Database Management of Manufacturing Work Instructions

 

For many years now, high-level manufacturing information (Bills of Materials, Routings, Operations, Work Orders, etc.) has been maintained in a relational database format in a variety of MRP/ERP systems.  This organization of information allows for management of the information as discrete “objects.”  This structure offers several advantages:

 

 

  • Information is organized in a structure that easily lends itself to manufacturing –everyone understands the philosophy that a Part is made of Materials that are assembled in discrete Operations.
  • Information managed as objects can easily be reused from part to part; and,
  • Information managed as objects can easily be tracked for revision history at a discrete level.

 

The modern day versions of these systems often offer end-to-end management of materials and resources through an organization.
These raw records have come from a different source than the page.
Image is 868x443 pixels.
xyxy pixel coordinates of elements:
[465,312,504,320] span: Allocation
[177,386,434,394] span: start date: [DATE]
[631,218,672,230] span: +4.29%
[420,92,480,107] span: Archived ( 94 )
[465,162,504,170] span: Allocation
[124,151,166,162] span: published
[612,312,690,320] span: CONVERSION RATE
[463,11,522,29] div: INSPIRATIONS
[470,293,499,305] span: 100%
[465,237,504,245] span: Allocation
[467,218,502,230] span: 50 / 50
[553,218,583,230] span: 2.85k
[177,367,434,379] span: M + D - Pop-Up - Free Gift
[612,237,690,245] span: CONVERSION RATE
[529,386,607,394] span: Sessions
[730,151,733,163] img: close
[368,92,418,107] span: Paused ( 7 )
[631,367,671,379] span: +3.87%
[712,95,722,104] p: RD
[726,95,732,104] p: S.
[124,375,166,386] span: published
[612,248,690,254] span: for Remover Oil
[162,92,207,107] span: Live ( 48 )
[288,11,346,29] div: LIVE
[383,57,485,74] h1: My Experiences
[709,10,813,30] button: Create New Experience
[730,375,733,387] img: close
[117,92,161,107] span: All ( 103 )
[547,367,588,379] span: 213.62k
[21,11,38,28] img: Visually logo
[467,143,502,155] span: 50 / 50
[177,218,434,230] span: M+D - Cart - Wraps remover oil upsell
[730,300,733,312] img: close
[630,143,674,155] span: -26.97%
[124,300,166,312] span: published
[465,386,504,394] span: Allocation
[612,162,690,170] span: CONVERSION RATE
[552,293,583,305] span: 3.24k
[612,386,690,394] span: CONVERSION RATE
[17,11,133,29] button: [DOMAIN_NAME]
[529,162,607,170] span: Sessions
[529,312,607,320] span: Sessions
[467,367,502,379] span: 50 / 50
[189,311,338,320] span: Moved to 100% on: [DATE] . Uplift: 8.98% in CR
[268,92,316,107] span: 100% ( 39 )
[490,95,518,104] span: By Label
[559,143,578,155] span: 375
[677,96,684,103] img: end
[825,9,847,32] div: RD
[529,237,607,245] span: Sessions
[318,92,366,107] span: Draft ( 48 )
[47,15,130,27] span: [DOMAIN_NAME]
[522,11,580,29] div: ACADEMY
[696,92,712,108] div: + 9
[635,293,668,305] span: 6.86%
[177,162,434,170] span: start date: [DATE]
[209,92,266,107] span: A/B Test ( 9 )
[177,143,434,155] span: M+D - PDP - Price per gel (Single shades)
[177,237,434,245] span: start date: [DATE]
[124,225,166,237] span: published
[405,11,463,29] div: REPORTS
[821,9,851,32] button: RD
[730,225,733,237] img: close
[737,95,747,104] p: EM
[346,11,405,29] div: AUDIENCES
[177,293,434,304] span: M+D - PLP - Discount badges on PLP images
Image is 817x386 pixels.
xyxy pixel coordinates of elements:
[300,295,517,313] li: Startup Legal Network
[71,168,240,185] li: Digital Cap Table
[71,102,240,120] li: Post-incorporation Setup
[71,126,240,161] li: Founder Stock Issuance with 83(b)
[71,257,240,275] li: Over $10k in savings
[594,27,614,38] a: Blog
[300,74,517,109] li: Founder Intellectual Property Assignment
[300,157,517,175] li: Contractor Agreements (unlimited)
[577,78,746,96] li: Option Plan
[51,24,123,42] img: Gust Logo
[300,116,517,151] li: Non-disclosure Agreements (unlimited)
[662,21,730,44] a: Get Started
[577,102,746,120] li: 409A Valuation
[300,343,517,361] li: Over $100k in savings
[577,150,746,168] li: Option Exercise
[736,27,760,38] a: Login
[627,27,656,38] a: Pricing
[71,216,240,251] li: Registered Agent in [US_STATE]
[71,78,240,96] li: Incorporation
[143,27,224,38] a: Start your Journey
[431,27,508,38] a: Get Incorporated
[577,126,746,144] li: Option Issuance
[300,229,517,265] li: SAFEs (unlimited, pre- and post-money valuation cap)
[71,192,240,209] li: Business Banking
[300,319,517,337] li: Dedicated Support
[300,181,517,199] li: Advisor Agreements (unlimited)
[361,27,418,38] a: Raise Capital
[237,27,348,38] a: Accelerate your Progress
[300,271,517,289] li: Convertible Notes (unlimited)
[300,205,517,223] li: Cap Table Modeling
However most, if not all, stop short of managing the core information that manufacturing organizations need every day on the shop floor to build or assemble their products.   

 

Managing these work instructions (WIs) has historically been left to conventional text-editors or desktop publishing software systems.  The major difficulty with non-relational / free-form text editors is that they do not have the inherent “structure” to accommodate manufacturing information.  It is left to the user to build this structure into the documentation.  As a result, authors spend a significant fraction of their time on non-value added tasks, i.e., organization and formatting of information, as opposed to focusing on content and knowledge capture.

 

 

 

Sequence allows the information common to manufacturing operations to be extended to include the detailed work instructions needed to carry out the manufacturing process in the widely accepted structure found in ERP/MRP systems.  Information is once again organized in a structure that easily lends itself to manufacturing – everyone understands the philosophy that a Part is made of Materials that are assembled in discrete Operations by carrying out a series of specific Work Instructions that contain both a Text and Media component.  By again storing this information as discrete objects in a relational database model, information can be reused, controlled and disseminated in a very structured fashion.